Although the legal arguments in the Rudsågen case seemed to favour the union's position, the employer side deployed a number of arguments in support of its views. It referred during the trial to earlier assertions by Jonas Malmberg, a labour law expert, stating that the Labour Court's practice from the time before the Co-Determination Act was introduced should no longer be valid. One of Mr Malmberg's arguments was that it is unnecessarily complicated still to refer to the older legal situation, as there are enough possibilities in the Co-Determination Act for claiming damages for breaches of collective agreements. Another argument was that the strict way in which the compulsory effects of collective agreements are preserved today seems somewhat old-fashioned. While collective agreements were formerly the dominant form of regulation on the labour market, they are nowadays completed from time to time by legislation and individual agreements.
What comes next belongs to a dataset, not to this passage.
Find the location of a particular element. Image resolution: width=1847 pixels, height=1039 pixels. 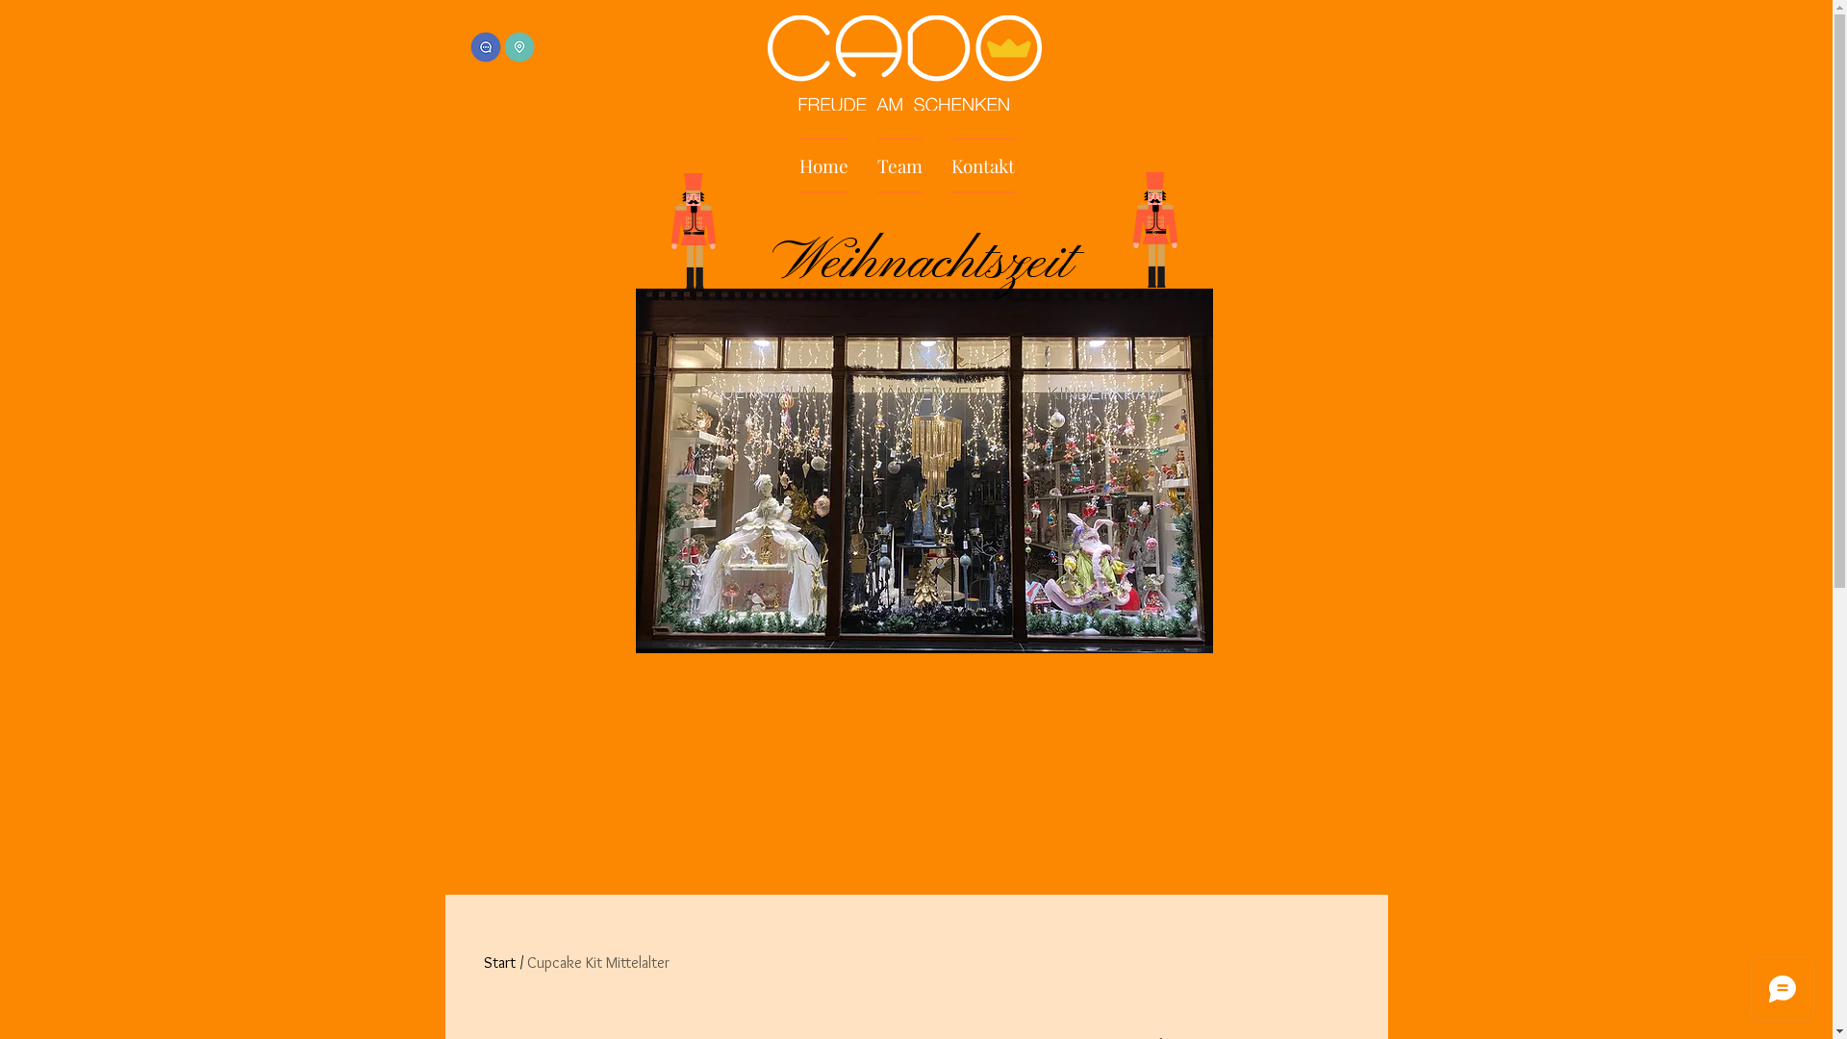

The Labour Court states in its judgment that the Court, without any exceptions, has in the past upheld the rule that agreements in breach of collective agreements are invalid, as laid down in the former and current legislation (ie section 27 of MBL) on collective agreements. What the court had to decide was if there were any reasons to abandon this earlier practice, and its answer is "no". A change in the interpretation of the current rules could lead to different applications of the same collective agreement for different workers and employers, the court argues. Such a system may reduce the normative function of collective agreements, which could in turn decrease the willingness to conclude collective agreements. Finally, the Court rules that there are no reasons in the current case important enough to abandon its earlier practice. The workers renunciation in September 1998 of claims for weekend payment (the fax message in question) is therefore invalid.
Thus, Rudsågen has to pay the weekend working payments to the workers. The company also has to pay damages of SEK 50,000 to the trade union and damages of SEK 5,000 each to the five workers.
Two members of the Court held different opinions than the majority, arguing that, as the workers concerned had full knowledge of the right that they were renouncing, their repudiation of this right was therefore valid.
Commentary
At a time when the use of individual agreements is tending to increase, if only moderately, the Labour Court has in the current case shown firm support for, and strict adherence to, the collective agreement tradition. It is evident that the Court backs up the traditional bargaining system.
The system of collective bargaining has long formed a solid basis for Swedish industrial relations. There exists, especially on the employer side, a wish for some flexibility and for some more modern adaptations. To comply in part with this wish, possibilities have recently been created for the parties to negotiate matters such as pay rises and working time issues in local agreements. However, these local agreements are framed by sectoral collective agreements. It is not permitted to deviate from the latter agreements if they do not permit such deviations, as the Labour Court has just confirmed. (Annika Berg, Arbetslivsinstitutet)
Eurofound recommends citing this publication in the following way.
Eurofound (2000), Can employers and employees agree to deviate from collective agreed provisions?, article.